Let’s talk about app config and secrets.
Every web app needs a port, URLs, feature flags, API keys, OAuth secrets, maybe a service account JSON file, maybe a certificate and key.
Some values come from environment variables. Some come from local files. Some are defaults. Some are fetched from a secret manager. Some need to be written as files because the library using them expects a path.
The common answer I’ve been exposed to is to make the app orchestrate all of this. Add a config library and teach it where to look.
Well, that works, but now startup has its own rules. Does the env var override the file? Does the local profile override the default? Does the cloud secret replace the local one? To understand how the program starts, I have to understand the precedence rules inside the app.
Local development often adds another problem. Developers are expected to keep
secret files around, remember to not check them in, add them to .gitignore.
While .gitignore prevents accidental commits, it does not prevent local tools
from reading the file. And that certainly matters if you play with AI agents.
When an agent examines the project, ignored files are of course still local
files it can read. If the secret is sitting in the working tree, the agent can
see it.
So is there a better way? Well, here’s one way I came up with. Some secret managers can do parts of this, but they are usually focused on fetching secrets at runtime and require internet access. I wanted something small and dedicated, that works offline, and solves problems in my local workflows. So, the source code repo should describe what config and secrets it needs, but the repo should not contain any secret values. The app should not need to know how to load secrets from five different places. And reading secrets should not require internet access.
Introducing Kimen, a local-first secrets tool. It is basically a small vault plus a projection step.
The vault stores your secrets. The projection step turns vault keys into the environment variables and files a process expects, just before that process starts.
Let’s start with one secret which we’ll call prod.database_url:
kimen secret set prod.database_url
That call prompts for you to type out the secret safely in the terminal, without putting it in shell history, an env var, or a text file on disk.
Then later we project that secret into the environment of your program:
kimen run --env DATABASE_URL=prod.database_url -- ./your-app
The app sees DATABASE_URL like any other environment variable. It does not
call Kimen or know about the vault.
If we have many secrets to project a good approach is to add a profile to the repo; a small config file with placeholders for secrets. The left side of the following is what the app will see. The right side is what Kimen will retrieve from the vault.
So let’s create a file in the repo at .kimen/profiles/prod.kmap:
env DATABASE_URL=prod.database_url
env SERVICE_API_TOKEN=prod.service_api_token
env PORT=const:5050
file credentials.json=prod.gcp_credentials_json
envpath GOOGLE_APPLICATION_CREDENTIALS=credentials.json
file here renders a secret to a runtime file. envpath sets an environment
variable to the path of that rendered file. const:5050 is the syntax for
declaring a config constant in the profile that should not be replaced by a
secret value.
The names on the right in the profile are not secret values. They are keys in the vault. This profile can be checked in safely because it only describes the runtime shape.
Then, when I start the program, Kimen hydrates that profile for this one run:
kimen run --profile prod -- ./your-app
Kimen resolves prod to the prod.kmap file, reads the mappings, fetches the
referenced vault values, sets DATABASE_URL, SERVICE_API_TOKEN, and PORT,
renders credentials.json into a temporary runtime directory, and sets
GOOGLE_APPLICATION_CREDENTIALS to that file path.
The app still does not call Kimen. It just reads from the standard environment.
For deploys to my VPS services, I use the same profiles to render envfiles before uploading them to the server. Kimen runs locally; the server only receives the rendered envfiles. This can also be done in a CI pipeline.
For local development, I typically use a dev profile to start the REPL:
kimen run --profile dev -- clojure ...
Each invocation of kimen that accesses the vault requires a passphrase. If I
plan to run several of these within a short timeframe it can be nice to unlock
the vault only once:
kimen session start --ttl 15m
That gives trusted same-user tools a bounded window to use the vault without asking for the passphrase again. Then I can lock it when I am done, or let the timeframe expire:
kimen session lock
The important boundary is still before the app starts, not inside the app.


> _WHAT YOU NEED TO DO_: Filter the entries down to the lines holding "zona", then copy those lines.

Records from a collection of figures:
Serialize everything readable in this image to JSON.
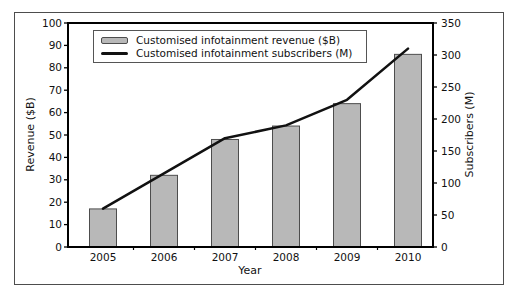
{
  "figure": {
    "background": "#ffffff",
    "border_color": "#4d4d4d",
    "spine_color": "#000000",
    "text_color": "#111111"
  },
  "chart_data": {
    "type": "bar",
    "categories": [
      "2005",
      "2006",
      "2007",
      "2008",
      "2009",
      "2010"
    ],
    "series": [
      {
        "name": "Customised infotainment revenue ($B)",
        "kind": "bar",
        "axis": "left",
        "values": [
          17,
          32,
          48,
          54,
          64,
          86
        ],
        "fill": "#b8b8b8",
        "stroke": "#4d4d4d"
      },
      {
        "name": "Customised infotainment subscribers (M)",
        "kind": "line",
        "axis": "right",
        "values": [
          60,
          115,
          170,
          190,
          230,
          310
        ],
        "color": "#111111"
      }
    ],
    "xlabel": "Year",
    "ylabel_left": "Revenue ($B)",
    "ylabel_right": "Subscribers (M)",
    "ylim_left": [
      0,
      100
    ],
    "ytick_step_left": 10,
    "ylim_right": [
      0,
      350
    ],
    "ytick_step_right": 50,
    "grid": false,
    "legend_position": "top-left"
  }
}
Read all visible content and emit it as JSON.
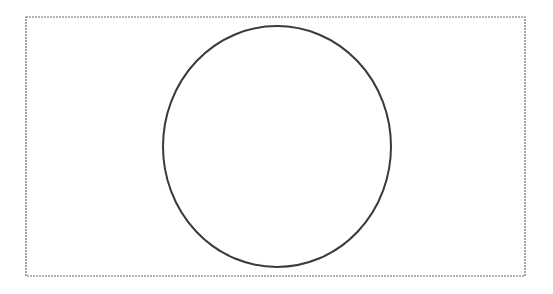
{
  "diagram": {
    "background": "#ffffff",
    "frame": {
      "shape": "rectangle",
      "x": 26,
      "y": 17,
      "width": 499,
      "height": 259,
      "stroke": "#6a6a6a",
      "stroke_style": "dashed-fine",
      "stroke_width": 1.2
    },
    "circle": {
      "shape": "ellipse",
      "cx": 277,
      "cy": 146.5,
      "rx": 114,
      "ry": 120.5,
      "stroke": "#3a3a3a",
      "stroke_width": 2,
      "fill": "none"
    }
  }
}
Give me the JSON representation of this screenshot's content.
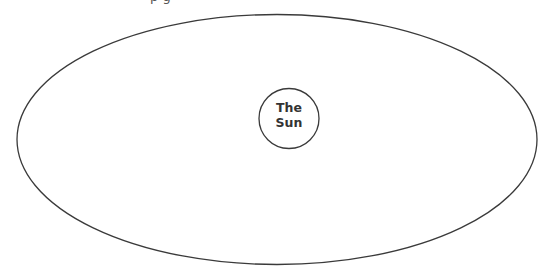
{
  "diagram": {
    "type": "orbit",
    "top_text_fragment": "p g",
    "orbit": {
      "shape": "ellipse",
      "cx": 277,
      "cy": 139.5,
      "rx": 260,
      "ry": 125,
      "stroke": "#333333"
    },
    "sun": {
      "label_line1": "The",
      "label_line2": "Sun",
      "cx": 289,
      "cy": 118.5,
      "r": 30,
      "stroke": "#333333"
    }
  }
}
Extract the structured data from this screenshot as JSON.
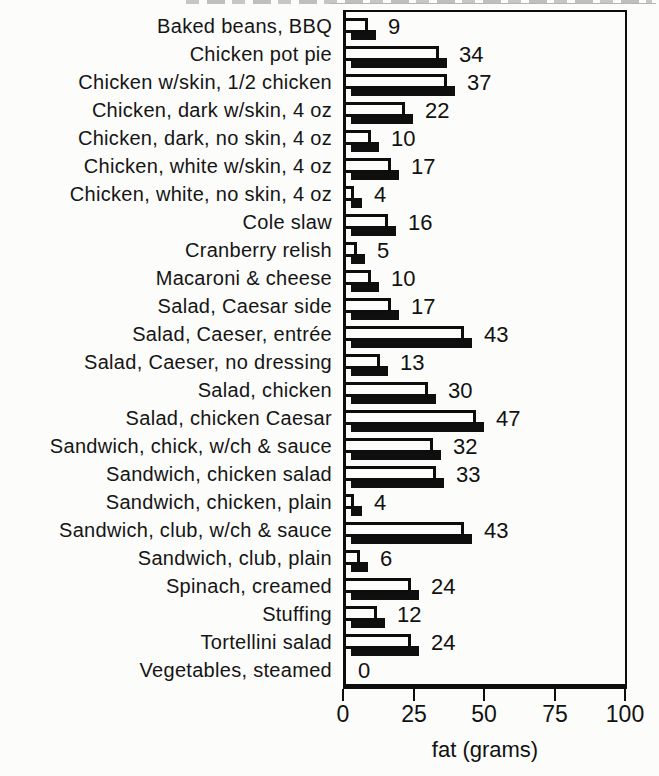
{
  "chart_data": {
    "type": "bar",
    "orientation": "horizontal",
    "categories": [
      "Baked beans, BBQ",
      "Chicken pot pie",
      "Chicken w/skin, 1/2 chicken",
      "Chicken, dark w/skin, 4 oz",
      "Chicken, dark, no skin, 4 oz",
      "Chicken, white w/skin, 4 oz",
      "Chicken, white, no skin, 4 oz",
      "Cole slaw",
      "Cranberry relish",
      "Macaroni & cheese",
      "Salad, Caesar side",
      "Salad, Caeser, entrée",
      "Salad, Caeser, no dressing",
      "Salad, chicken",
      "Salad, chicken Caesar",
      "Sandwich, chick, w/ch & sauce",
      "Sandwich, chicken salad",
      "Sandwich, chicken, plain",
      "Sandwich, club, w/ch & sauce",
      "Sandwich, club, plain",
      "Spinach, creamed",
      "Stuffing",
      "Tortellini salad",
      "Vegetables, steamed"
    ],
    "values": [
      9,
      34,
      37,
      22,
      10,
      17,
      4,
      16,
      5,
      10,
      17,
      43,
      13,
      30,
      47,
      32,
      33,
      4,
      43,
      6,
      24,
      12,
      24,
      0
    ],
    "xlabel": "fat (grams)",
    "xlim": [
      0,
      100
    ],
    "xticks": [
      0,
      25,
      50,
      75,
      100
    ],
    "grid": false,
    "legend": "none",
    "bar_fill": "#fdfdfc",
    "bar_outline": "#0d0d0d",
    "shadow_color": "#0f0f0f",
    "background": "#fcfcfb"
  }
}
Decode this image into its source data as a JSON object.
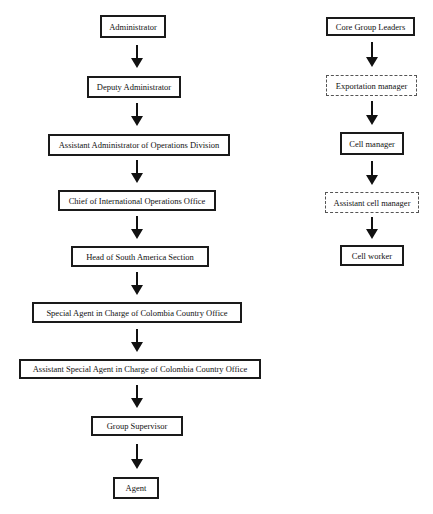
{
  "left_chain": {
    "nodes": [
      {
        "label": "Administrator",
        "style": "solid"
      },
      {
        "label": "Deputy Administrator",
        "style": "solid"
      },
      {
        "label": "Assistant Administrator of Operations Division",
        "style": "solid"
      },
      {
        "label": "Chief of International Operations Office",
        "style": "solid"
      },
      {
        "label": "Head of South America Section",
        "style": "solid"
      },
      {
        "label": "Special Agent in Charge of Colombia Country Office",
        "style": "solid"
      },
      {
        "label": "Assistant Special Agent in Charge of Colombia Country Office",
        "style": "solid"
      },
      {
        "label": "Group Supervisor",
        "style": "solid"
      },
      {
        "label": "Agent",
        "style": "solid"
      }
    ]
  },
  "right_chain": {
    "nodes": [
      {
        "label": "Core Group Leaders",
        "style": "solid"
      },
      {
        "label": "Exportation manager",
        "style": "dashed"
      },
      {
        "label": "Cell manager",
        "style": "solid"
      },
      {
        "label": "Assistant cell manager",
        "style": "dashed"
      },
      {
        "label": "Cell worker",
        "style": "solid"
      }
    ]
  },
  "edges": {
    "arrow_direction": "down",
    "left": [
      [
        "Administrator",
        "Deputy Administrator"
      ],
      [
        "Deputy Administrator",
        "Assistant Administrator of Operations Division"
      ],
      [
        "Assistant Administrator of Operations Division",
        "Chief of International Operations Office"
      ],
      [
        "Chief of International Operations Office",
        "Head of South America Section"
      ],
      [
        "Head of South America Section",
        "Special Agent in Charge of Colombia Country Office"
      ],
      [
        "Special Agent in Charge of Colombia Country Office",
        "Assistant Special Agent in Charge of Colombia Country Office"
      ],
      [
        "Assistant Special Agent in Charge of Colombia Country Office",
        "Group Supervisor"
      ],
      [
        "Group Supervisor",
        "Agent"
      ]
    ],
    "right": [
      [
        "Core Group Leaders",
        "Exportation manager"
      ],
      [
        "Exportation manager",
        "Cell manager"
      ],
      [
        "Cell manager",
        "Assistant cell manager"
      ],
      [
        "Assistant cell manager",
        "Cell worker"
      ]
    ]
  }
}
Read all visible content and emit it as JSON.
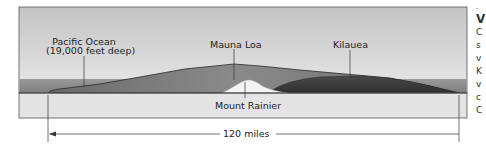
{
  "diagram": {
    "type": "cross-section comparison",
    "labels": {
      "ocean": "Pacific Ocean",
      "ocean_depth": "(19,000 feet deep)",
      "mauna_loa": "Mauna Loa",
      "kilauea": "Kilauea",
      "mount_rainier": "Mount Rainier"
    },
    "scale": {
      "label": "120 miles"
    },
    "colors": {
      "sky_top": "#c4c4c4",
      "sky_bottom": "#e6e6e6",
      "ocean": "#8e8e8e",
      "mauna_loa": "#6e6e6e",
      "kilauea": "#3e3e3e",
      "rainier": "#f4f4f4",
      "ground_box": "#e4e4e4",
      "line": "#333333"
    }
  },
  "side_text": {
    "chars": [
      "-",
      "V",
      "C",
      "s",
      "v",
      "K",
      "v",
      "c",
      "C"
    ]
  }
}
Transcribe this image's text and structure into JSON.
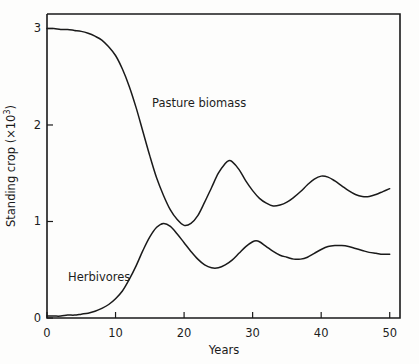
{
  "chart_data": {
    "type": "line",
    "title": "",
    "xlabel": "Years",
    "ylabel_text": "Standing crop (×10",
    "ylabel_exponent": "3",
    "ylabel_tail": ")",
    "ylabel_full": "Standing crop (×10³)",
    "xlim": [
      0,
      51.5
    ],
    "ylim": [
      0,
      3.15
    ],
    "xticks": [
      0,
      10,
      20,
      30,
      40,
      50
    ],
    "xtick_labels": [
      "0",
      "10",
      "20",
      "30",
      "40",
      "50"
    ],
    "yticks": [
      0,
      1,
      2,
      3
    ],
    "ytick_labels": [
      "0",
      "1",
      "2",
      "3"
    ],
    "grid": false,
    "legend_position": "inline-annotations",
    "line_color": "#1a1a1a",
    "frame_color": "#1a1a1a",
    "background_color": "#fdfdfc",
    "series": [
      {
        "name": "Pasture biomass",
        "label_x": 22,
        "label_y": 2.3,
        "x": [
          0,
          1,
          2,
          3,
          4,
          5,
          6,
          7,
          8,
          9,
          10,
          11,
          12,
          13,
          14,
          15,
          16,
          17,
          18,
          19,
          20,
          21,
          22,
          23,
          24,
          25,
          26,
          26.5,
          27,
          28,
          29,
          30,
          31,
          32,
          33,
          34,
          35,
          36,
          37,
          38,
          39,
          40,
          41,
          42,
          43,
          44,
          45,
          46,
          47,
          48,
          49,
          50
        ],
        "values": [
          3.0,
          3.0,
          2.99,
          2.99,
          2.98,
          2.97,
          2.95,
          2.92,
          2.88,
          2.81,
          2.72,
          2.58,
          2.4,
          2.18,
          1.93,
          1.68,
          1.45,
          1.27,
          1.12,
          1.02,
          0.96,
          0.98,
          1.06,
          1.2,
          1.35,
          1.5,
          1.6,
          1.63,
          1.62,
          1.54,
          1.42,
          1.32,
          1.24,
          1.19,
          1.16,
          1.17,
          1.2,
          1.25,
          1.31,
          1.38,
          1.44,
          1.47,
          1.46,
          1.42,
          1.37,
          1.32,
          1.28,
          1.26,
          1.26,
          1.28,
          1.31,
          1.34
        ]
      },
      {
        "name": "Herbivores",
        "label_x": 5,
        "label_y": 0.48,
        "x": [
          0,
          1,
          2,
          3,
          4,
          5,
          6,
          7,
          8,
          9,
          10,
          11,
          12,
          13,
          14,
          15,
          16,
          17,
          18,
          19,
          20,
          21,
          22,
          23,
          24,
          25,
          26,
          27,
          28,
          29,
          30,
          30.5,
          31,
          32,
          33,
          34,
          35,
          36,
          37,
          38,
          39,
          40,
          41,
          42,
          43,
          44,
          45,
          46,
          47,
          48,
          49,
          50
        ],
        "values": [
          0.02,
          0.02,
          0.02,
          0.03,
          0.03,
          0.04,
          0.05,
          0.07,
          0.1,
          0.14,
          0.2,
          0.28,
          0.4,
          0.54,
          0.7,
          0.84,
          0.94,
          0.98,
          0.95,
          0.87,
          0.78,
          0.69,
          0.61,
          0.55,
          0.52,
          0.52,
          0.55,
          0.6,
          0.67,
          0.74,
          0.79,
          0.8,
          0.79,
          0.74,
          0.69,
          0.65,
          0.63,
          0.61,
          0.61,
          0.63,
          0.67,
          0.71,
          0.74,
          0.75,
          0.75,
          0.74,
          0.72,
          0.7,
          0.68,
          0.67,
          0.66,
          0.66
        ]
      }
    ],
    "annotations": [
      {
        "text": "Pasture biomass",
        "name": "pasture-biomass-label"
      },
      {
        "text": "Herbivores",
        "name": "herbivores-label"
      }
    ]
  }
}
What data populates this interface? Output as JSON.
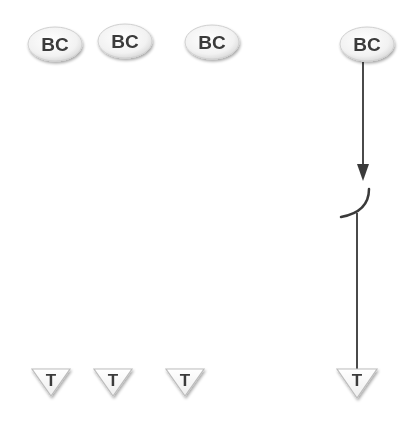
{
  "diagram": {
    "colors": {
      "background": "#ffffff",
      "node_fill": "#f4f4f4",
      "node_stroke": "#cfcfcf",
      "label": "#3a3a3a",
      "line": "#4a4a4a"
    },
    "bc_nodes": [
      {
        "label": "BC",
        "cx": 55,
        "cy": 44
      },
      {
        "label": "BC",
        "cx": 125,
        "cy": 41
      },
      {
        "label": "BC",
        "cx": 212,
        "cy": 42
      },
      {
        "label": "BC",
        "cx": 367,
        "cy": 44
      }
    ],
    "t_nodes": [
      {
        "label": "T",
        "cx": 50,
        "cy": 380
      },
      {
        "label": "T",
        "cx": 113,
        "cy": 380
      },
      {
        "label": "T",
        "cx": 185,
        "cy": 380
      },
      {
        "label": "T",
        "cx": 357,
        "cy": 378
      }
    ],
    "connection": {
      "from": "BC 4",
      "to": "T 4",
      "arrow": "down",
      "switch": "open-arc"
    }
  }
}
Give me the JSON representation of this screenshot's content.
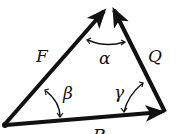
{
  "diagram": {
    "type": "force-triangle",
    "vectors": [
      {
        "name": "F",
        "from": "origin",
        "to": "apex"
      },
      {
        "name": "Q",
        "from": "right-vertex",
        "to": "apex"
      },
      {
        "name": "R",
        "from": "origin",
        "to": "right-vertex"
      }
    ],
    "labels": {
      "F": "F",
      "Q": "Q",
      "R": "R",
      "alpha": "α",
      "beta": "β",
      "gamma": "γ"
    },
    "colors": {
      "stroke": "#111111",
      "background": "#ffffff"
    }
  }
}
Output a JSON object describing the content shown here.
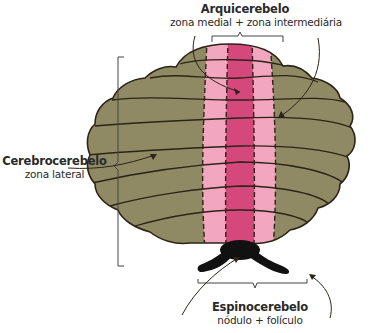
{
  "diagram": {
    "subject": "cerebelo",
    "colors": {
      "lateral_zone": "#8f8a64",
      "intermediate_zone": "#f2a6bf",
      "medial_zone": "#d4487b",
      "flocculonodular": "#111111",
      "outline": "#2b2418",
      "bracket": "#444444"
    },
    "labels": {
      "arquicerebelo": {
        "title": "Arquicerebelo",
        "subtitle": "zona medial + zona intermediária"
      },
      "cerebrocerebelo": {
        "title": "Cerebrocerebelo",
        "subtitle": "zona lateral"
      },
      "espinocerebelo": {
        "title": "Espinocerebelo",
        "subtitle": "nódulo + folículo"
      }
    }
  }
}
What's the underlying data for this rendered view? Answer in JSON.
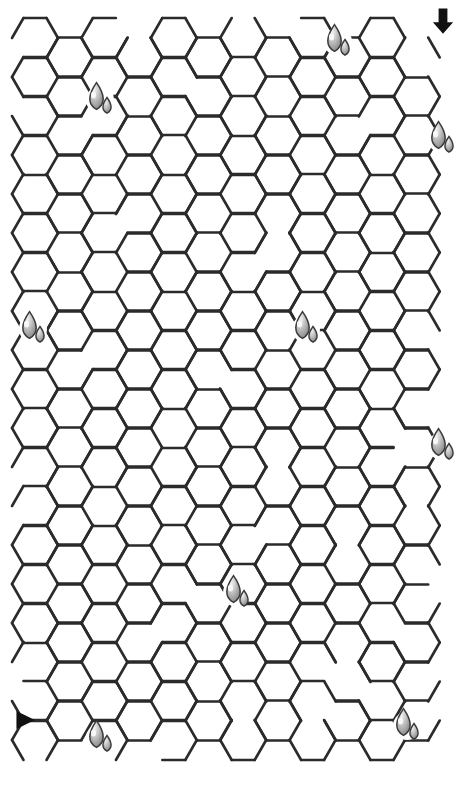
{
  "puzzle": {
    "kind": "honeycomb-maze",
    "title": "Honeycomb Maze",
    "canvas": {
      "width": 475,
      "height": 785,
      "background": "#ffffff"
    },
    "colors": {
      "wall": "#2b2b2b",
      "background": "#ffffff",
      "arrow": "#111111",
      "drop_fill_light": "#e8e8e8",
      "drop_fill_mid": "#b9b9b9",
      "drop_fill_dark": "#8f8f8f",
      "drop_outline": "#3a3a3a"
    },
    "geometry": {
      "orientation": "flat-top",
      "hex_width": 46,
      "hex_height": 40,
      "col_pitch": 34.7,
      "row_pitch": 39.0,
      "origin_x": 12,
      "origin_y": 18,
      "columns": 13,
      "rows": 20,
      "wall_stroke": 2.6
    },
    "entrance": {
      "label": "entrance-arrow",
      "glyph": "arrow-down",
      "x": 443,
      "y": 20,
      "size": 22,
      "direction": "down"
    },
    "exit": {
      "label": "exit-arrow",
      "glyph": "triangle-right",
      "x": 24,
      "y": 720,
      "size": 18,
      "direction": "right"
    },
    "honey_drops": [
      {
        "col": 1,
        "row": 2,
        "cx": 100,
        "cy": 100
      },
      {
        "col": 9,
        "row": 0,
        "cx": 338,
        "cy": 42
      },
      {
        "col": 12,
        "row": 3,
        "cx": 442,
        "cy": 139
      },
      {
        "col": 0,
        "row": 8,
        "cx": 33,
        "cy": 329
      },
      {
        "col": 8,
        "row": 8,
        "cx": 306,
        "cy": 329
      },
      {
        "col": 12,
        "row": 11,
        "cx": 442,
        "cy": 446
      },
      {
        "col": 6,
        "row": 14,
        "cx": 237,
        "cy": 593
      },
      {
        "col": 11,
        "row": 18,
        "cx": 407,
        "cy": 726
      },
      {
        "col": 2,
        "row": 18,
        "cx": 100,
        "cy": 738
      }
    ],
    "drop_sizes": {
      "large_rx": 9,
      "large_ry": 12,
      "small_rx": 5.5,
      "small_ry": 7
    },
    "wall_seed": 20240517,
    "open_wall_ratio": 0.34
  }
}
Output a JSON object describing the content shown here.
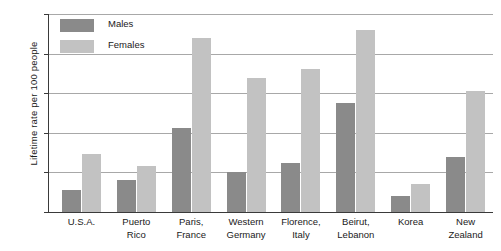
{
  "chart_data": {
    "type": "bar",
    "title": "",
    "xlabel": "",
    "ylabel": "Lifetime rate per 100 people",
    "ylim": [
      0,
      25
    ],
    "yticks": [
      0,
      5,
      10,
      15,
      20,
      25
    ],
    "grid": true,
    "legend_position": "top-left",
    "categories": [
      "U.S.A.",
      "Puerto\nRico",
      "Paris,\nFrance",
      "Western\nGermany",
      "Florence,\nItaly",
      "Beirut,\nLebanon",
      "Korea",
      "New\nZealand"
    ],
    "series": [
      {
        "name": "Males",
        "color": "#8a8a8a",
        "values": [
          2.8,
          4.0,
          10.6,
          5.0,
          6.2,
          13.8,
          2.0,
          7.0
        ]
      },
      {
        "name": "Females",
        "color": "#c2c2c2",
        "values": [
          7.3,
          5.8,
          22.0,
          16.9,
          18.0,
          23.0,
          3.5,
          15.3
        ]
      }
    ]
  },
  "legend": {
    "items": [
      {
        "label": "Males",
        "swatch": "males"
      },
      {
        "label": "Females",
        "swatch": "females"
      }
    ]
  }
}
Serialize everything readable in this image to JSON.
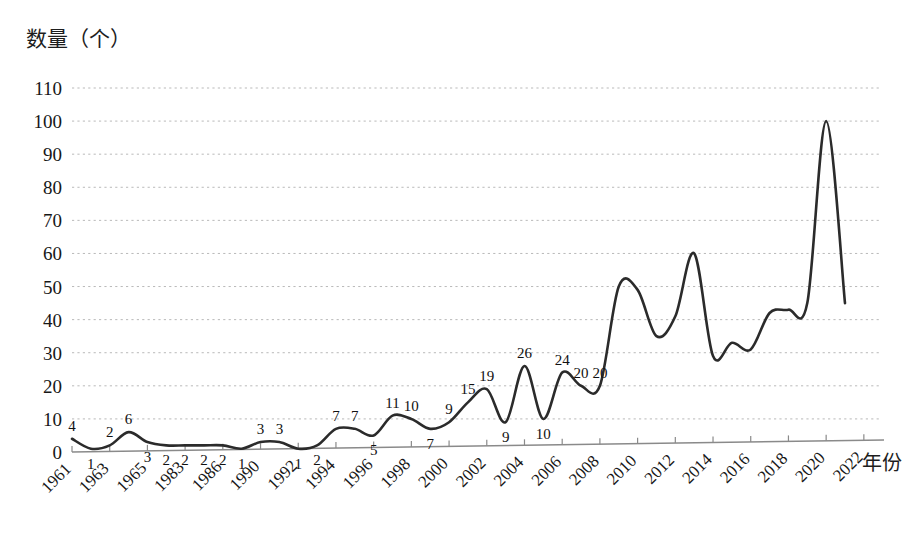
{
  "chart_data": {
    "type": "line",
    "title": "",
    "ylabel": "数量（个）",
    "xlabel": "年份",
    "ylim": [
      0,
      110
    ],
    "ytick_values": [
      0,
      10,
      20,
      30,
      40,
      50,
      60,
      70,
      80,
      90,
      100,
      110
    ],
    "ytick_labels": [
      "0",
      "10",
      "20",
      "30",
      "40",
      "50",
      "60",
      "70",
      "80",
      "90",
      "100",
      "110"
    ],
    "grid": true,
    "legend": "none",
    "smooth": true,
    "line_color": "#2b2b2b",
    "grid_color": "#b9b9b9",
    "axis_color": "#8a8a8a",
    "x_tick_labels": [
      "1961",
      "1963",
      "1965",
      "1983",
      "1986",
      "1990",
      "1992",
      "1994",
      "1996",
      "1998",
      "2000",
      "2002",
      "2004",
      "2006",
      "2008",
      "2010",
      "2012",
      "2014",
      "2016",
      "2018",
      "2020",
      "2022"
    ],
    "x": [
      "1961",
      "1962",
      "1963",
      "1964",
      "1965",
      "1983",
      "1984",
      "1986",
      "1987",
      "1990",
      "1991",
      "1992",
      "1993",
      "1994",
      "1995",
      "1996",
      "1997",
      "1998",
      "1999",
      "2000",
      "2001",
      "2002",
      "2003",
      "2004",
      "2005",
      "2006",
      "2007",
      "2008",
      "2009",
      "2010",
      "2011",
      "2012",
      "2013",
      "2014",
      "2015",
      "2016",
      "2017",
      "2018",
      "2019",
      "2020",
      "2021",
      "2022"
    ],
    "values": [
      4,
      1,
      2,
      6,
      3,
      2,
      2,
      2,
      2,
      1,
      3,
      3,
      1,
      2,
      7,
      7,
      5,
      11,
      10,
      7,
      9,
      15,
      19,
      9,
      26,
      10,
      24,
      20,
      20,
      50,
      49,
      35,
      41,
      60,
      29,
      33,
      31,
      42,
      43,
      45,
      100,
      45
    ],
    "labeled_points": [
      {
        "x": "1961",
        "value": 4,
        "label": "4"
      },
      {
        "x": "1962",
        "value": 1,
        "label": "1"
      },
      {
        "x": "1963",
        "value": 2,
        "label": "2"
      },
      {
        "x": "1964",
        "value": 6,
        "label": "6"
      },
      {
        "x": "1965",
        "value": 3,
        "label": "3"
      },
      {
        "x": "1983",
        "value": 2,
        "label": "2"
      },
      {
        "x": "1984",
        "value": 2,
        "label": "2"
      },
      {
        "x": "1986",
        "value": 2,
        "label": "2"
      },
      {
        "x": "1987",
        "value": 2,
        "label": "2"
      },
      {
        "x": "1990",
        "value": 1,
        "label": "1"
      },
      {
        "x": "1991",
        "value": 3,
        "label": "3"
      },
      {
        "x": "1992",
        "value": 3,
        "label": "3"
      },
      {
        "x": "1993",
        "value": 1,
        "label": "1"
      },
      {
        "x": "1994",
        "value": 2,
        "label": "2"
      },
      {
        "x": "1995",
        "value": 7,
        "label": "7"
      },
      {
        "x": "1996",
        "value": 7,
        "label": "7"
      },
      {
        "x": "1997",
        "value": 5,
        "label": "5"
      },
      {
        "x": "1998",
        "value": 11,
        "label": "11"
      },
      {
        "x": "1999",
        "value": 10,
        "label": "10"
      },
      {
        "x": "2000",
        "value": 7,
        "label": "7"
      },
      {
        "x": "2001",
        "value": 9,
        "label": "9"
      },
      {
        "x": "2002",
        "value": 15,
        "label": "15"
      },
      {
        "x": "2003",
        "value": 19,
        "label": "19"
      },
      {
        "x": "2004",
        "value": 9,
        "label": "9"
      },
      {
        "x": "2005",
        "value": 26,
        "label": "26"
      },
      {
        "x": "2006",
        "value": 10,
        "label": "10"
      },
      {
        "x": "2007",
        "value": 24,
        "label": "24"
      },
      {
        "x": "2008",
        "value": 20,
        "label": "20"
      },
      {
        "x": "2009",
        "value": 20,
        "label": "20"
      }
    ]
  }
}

> _REPLY_:
        "subtitle": "zona medial + zona intermediária"
        "subtitle": "zona lateral"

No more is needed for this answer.